The works in the series are realistic scenes, mostly wildlife, all from Alberta’s grasslands region.
“My love affair for the grasslands began in the summer of 2009,” said Starkevich, who was at the gallery on Aug. 3.
Starkevich was studying wildlife and fisheries conservation so he could learn to portray wildlife accurately, and when the class studied Alberta’s natural regions, Starkevich was especially fascinated by the grasslands.
“That summer, I headed out to the (grasslands) region and that’s when the love affair began,” he said. “I was just hooked on the wide-open space and all the unique wildlife. It was then that I knew I’d likely spend the rest of my life portraying this region in my artwork.”
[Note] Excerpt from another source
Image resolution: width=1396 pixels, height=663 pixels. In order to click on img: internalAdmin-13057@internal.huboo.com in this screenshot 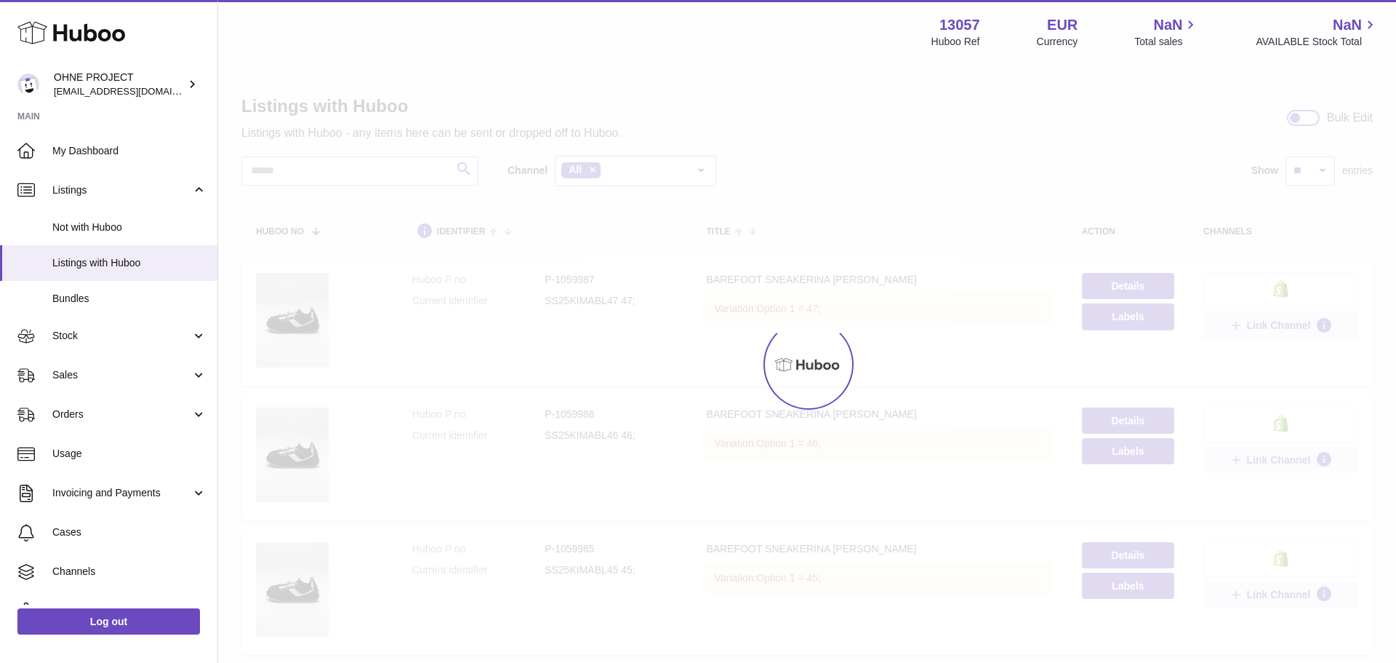, I will do `click(28, 84)`.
The Grasslands Series includes three types of work. His oil or acrylic fine art paintings, researched and realistic, take weeks or months to create in his studio. Plein air paintings, in oil, are stylized and done more quickly on location. Erratic drawings are pen and pencil drawings of little rocks and boulders, called erratics, scattered around the Prairies.
One small painting is Beating the Odds: Swift Fox, which Starkevich made after observing a pair of swift foxes near their den. “I was able to sit quite close to them and photograph them and just kind of hang out with these swift fox,” he said. “I’d never seen them in the wild before and I couldn’t believe it.”
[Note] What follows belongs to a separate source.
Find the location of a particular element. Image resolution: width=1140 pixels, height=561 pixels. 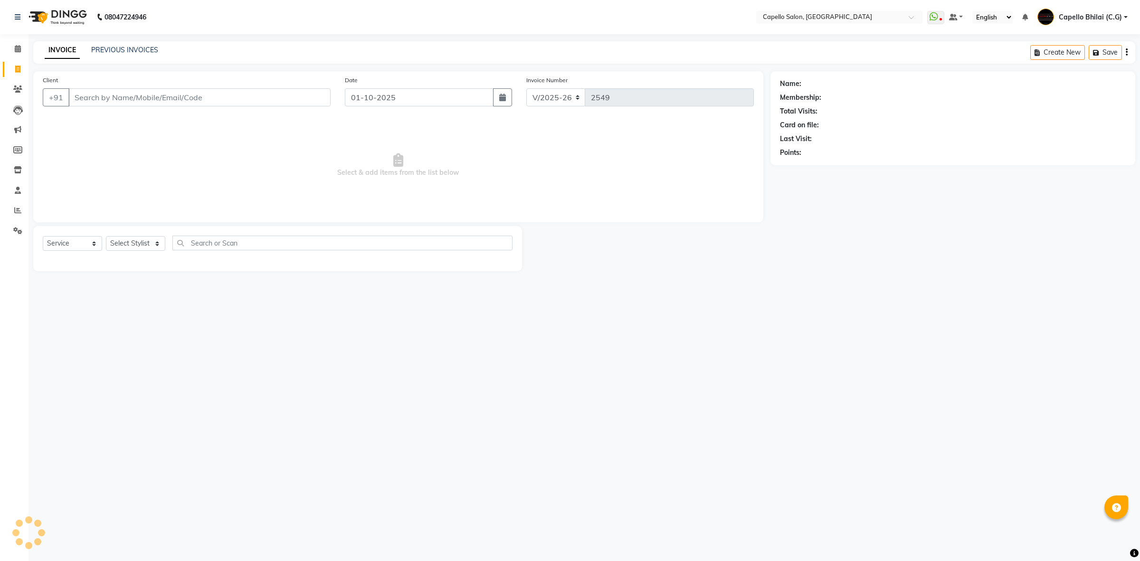

a: INVOICE is located at coordinates (62, 50).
He titled the painting Beating the Odds because the swift fox were once extinct in Canada, but were reintroduced into the wild and are now doing quite well.
A large painting called Navigation depicts a pronghorn antelope navigating through the wide-open grassland landscape. Starkevich is currently working on a follow-up to Navigation, a large oil painting of a female pronghorn antelope, standing atop coulees of the South Saskatchewan River.
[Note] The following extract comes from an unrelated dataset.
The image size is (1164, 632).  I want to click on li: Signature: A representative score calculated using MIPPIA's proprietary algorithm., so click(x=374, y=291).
Starkevich often encounters attitudes that the Prairies are boring and empty, or that the glory of the region has been lost to agriculture and development. He believes neither is true.
“When one spends time in this region, the landscape opens up and there’s wildlife all over the place,” he said. “There’s still lots of places left today that are full of wildlife.
“That’s what I’m celebrating… to make sure we have it for our future. I really hope that people can fall in love at least a little bit with the grasslands after viewing my work.”
Starkevich attended a master artist seminar with Robert Bateman, who invited him to enroll after seeing Starkevich’s early work. He’s had his work juried into many exhibitions in Canada and internationally. He is also a member of the closed group Artists for Conservation, the Federation of Canadian Artists and the International Guild of Realism.
He donates a portion of each sale from the Grassland Series to conservation organizations working in the grasslands regions of Canada.
To view Starkevich’s work, visit colinandthegrasslandseries.com.